B-dawg
Super Member
Offline
Afterlife Knowledge Member
Posts: 596
Missoula, Montana
Gender:
|
gee, I'm not sure this deserves its own thread. but I'll answer your question.
I respect your personal experience, and I think we actually agree on this. You mention the cycle of violence, and that's easy to find in such communities. What I'm trying to take into account is the criminal tendency to pick weaker people to prey on. Weaker physically, but also weaker in the sense of naive.

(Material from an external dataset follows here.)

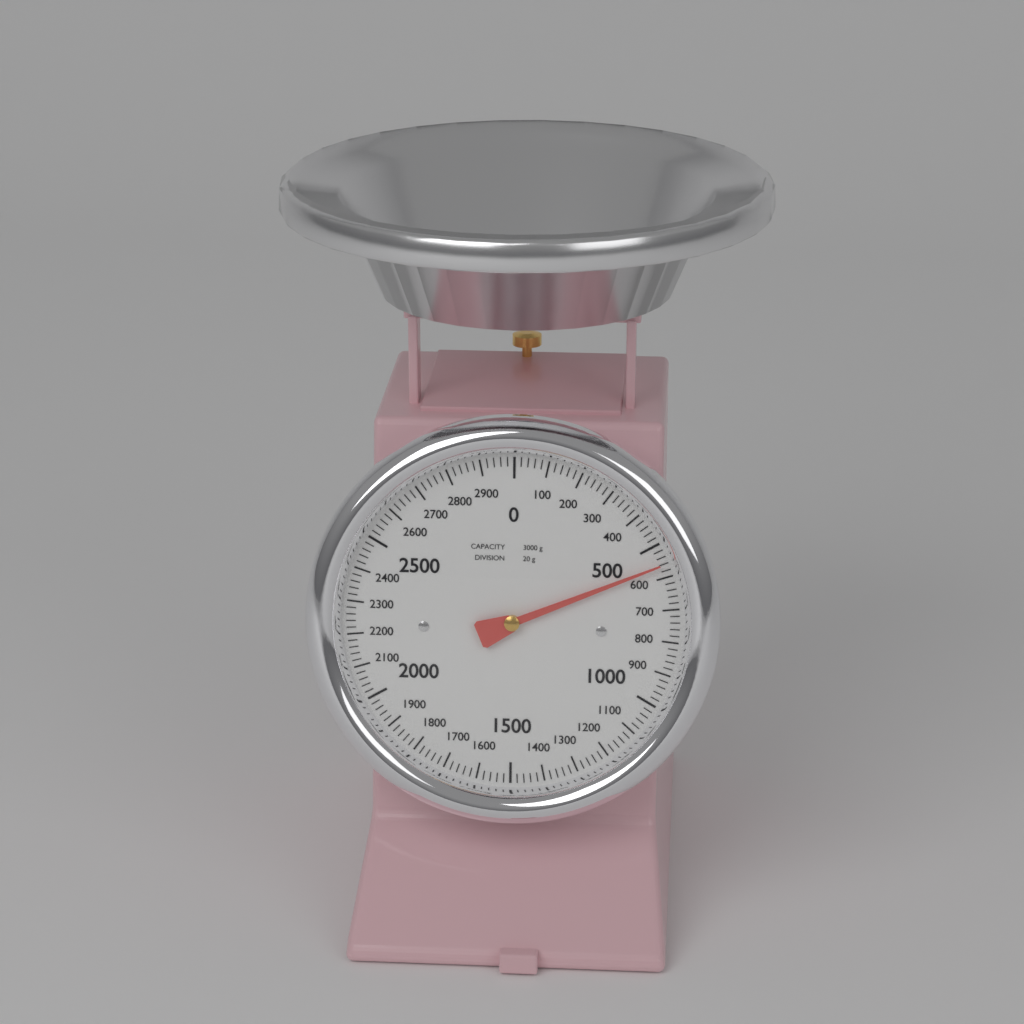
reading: 560 g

My point was that morals ensure physically weak individuals are not prematurely eliminated from our midst and also make them a little naive. Children raised with morals observe the golden rule. That's great, and the direction we need to go - obviously. But if you placed a person with high morals in the same room with a person with no morals, the immoral one will take advantage of the moral one. If you carry it to the extreme, you get generations and generations of highly moral individuals who know nothing of violence, deceit, or evil, right? They take care of each other and make up for each others weaknesses. It all works great until an immoral person walks into the group and rapes, pilages and burns the whole thing down - with ease. Hence, my statement that it takes less and less physical threat to overcome highly moral (weak) individuals. I'm not sure where the balance is, if there even is one for our species this go round. Part of our nature ensures a certain percentage of nasty people will be around to take advantage of peaceful ones. Part of me wants to believe we can change the nature of humans, but another part really believes this species is what it is, and we'd have to start over with a new genetic program altogether. I look forward to your comments on this and how it may affect our afterlife pursuits and repeated return through reincarnation or other feedback means. bud ***************** Of course, the question arises: How do you define "moral"? I'd say it is moral to take a physically weaker/smaller person and instruct them in martial arts, or the use of weapons. (Or in the case of non-physical oppression such as theft, swindling and so on - how to spot a scammer, con artist, thief, ect.) On the other hand, I would say that cultivating naivete in such individuals is profoundly IMMORAL behavior, serving only to create more "rabbits" for society's "coyotes" to prey upon. (Unfortunately, cultivation of such naivete seems to be what most people consider "moral instruction" these days.) The MORAL solution then? Take "rabbits", and teach them how to be PORCUPINES. (Predators tend to avoid accosting individuals who can strike back, or are too savvy to be conned easily.) The "coyotes" will have slimmer pickings that way... and maybe fewer will decide to prey on their fellow men.